I’m going to explain how talks over occupied Ukrainian territories are the central obstacle, show what leaders are saying about referendums and economic zones, spotlight President Trump’s mediating role and the draft 20-point plan, highlight Moscow’s posture on the battlefield, and note the attacks that keep pressure on any deal.
The dispute over occupied territories is the headline issue between Kyiv and Moscow, and it is shaping whether a negotiated end to the war is possible. President Donald Trump has stepped into a broker role and met with Ukrainian President Volodymyr Zelenskyy at Mar-a-Lago, signaling high-level momentum. Zelenskyy told Bret Baier that a peace deal with Moscow could be near, suggesting both sides are testing the edges of compromise.
“Even with one question today, we’ve been very close,” Zelenskyy told Baier on “Special Report.” “I think we have a problem with one question: It’s about territories.” Those two lines capture the tightrope: everything else may be sortable, but land that changed hands in war is the live wire. From a Republican perspective, that means negotiations must be tough, clear, and tied to real security guarantees rather than wishful thinking.
Russian officials continue to press their case and portray battlefield leverage as a bargaining chip. Sergei Lavrov has said the West needs to accept that Russia holds advantages on the battlefield, and Moscow’s rhetoric reflects that posture. Republicans arguing for firm American negotiating leverage see this as proof that any settlement must balance real deterrence with diplomatic pressure.
Zelenskyy has been careful about ceding ground outright, and he has floated voter approval as the mechanism to give any concession legitimacy. He has proposed that Ukrainian voters would need to approve withdrawals from Donetsk, Luhansk, Kherson and Zaporizhzhia via referendums. That approach gives Ukraine a democratic cover for painful choices while keeping international observers focused on process and verification.
“I think the compromise, if we do a free economic zone that we have, and we have to move some kilometers back. It means that Russia has to make minor steps some kilometers back,” Zelenskyy said. “This free economic zone will have specific rules. Something like this referendum is the way how to accept it or not accept it.”
Even with those openings, Zelenskyy makes clear he doubts Vladimir Putin’s intent, and Republicans hear that as a cautionary note about trusting Moscow. “I don’t trust Putin.
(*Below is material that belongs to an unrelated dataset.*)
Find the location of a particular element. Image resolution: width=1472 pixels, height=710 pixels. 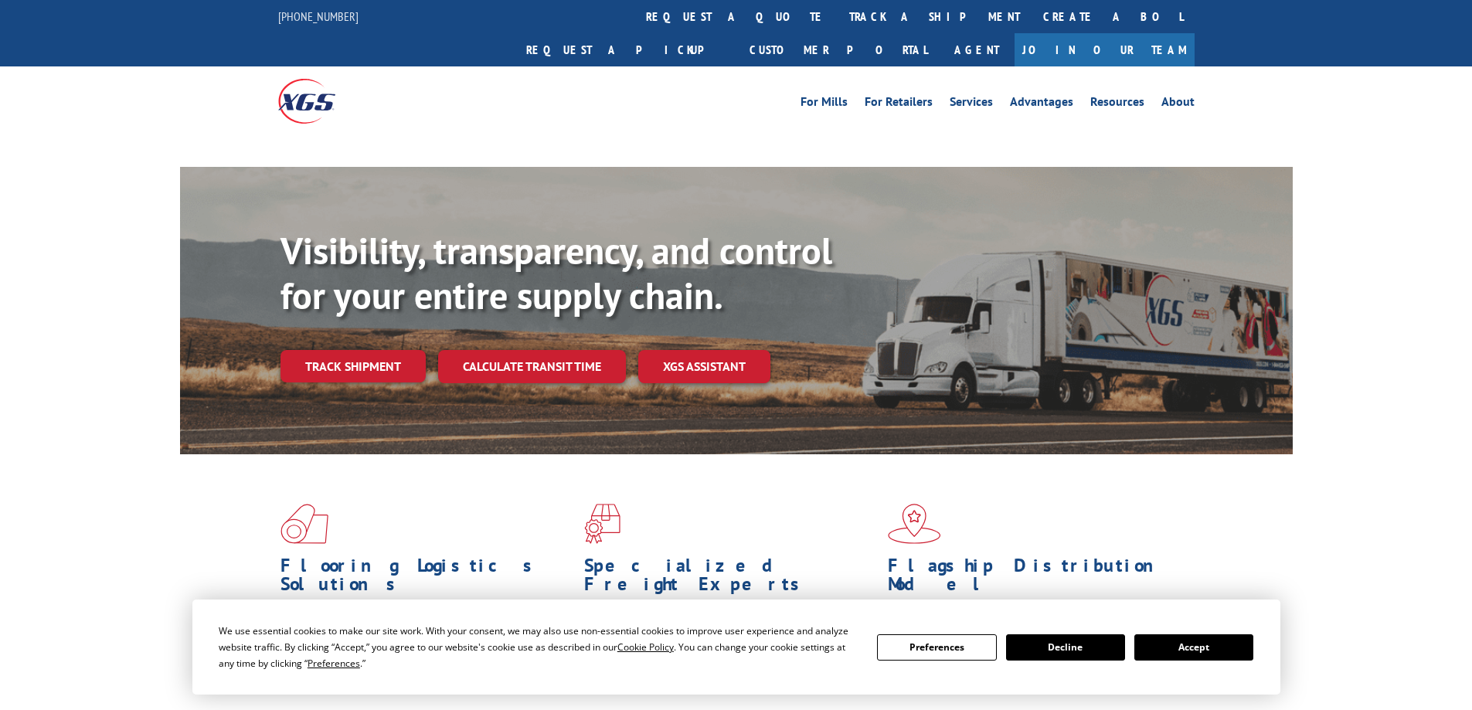

a: For Mills is located at coordinates (824, 104).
He doesn’t want success for Ukraine,” Zelenskyy said. “I believe he can say such words to President Trump… but it’s not true really.” The blunt language underlines the political reality: talks can proceed, but Western and Ukrainian leaders must assume Moscow will push for maximum leverage.
Despite the skepticism, Zelenskyy reported progress after the Mar-a-Lago meeting, saying they were 90% agreed on a draft 20-point plan. President Trump has framed his role as getting the two sides to a deal, and he has indicated he will only move forward at certain milestones, insisting on clear outcomes before elevating meetings. That pragmatic posture appeals to conservative voters who want a results-oriented approach instead of endless diplomacy without teeth.
At the same time, the fog of war keeps shifting the equation. The meeting followed a Russian attack on Kyiv, and Moscow also claimed that Putin’s home in the Novgorod region was hit by a drone, which Ukraine denies. Those incidents keep pressure on negotiators and underscore that any peace must be credible on the ground, with verification mechanisms that actually prevent renewed aggression.